Fine. I’m glad I got this off my chest.
This is a real cat. I was walking down Atlantic Ave this morning and stared at this thing sitting on the welcome mat in front of a pet store. What kind of lonely, demented person dyes a cat pink? And it’s not even a good job. Notice how the color gets a little splotchy on the head and back leg. Where are the PETA people when you need them?
Another disturbing seasonal window display from King’s Pharmacy.
Dean Street.
I’m not sure if this was meant to be a tombstone.
Definitely the most interesting article in the Sunday Times this week was about how Americans are so fat now that there’s a whole off shoot industry in fat people people burial services, especially extra large coffins. And it mentioned the International Size Acceptance Association, who have a great website.

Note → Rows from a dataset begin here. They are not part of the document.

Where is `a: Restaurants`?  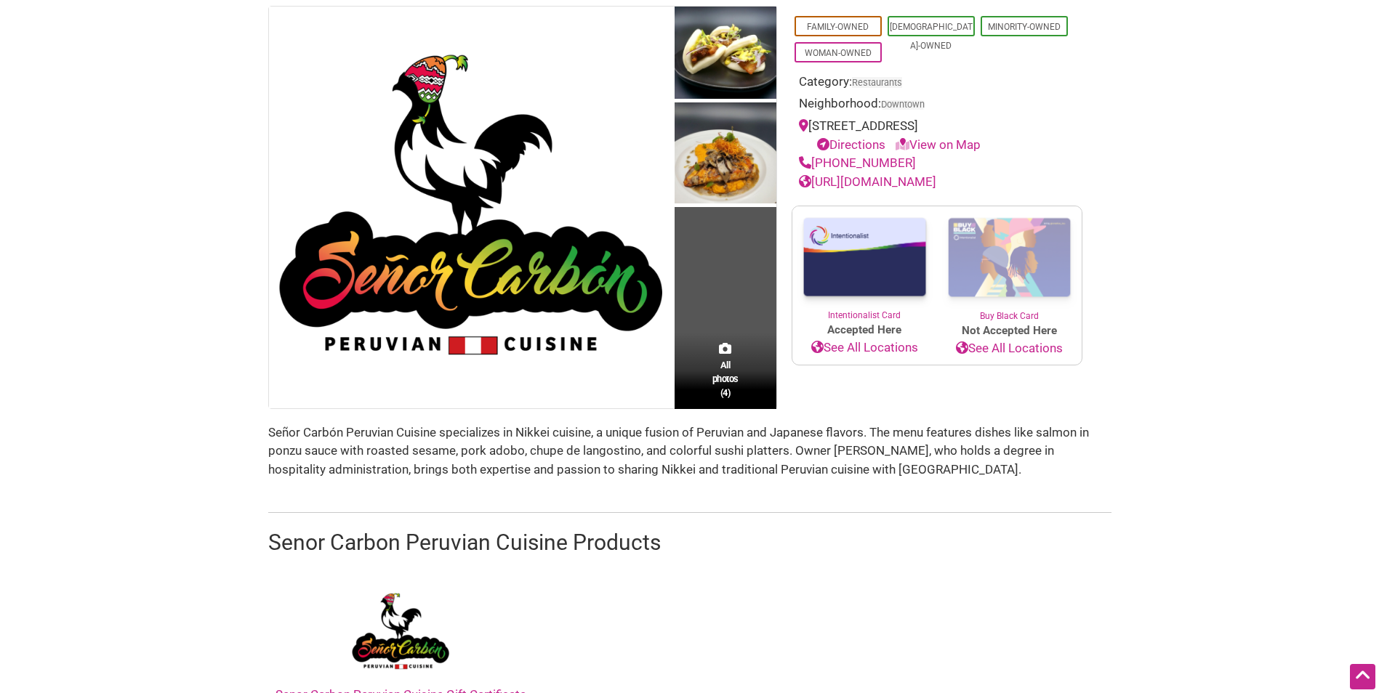 a: Restaurants is located at coordinates (877, 82).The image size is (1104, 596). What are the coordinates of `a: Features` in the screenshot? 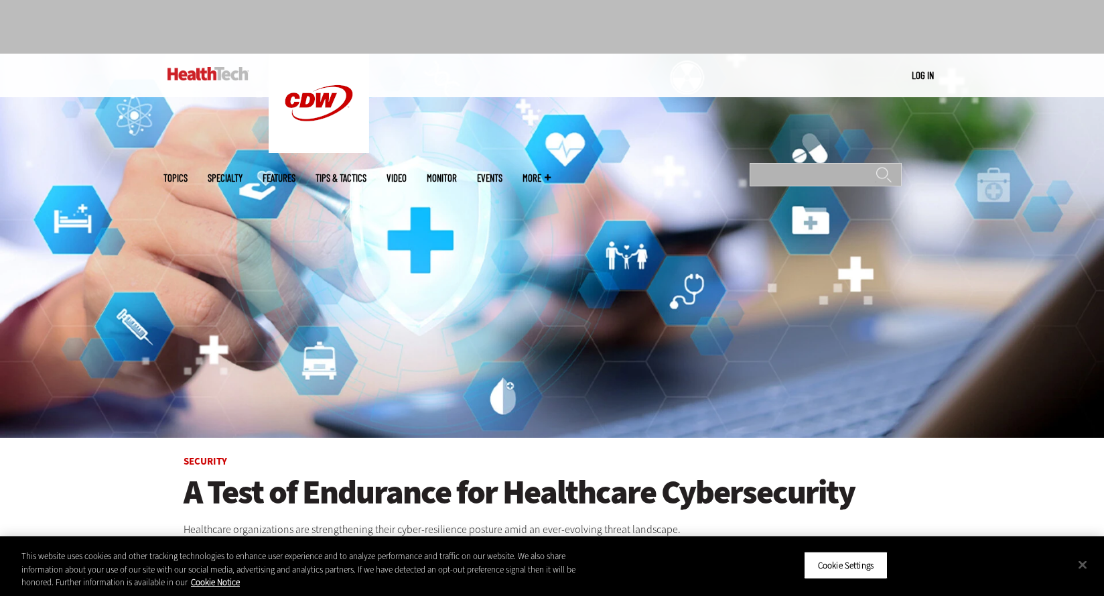 It's located at (279, 178).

“I don’t carry a digital camera everywhere I go shooting pictures of my other dumb hipster friends and putting them up on my dumb hipster photolog site,” (yeah, Katherine!) says one angry blogger in a Sunday Styles piece that eviscerates Vice Magazine and its reign of influence. Jeez, I feel bad for anyone when Sunday Styles come gunning for them. I’ve enjoyed Vice’s Dos and Don’ts fashion commentary and David Cross’s column and am glad I can still read it online when I can no longer get the magazine for free.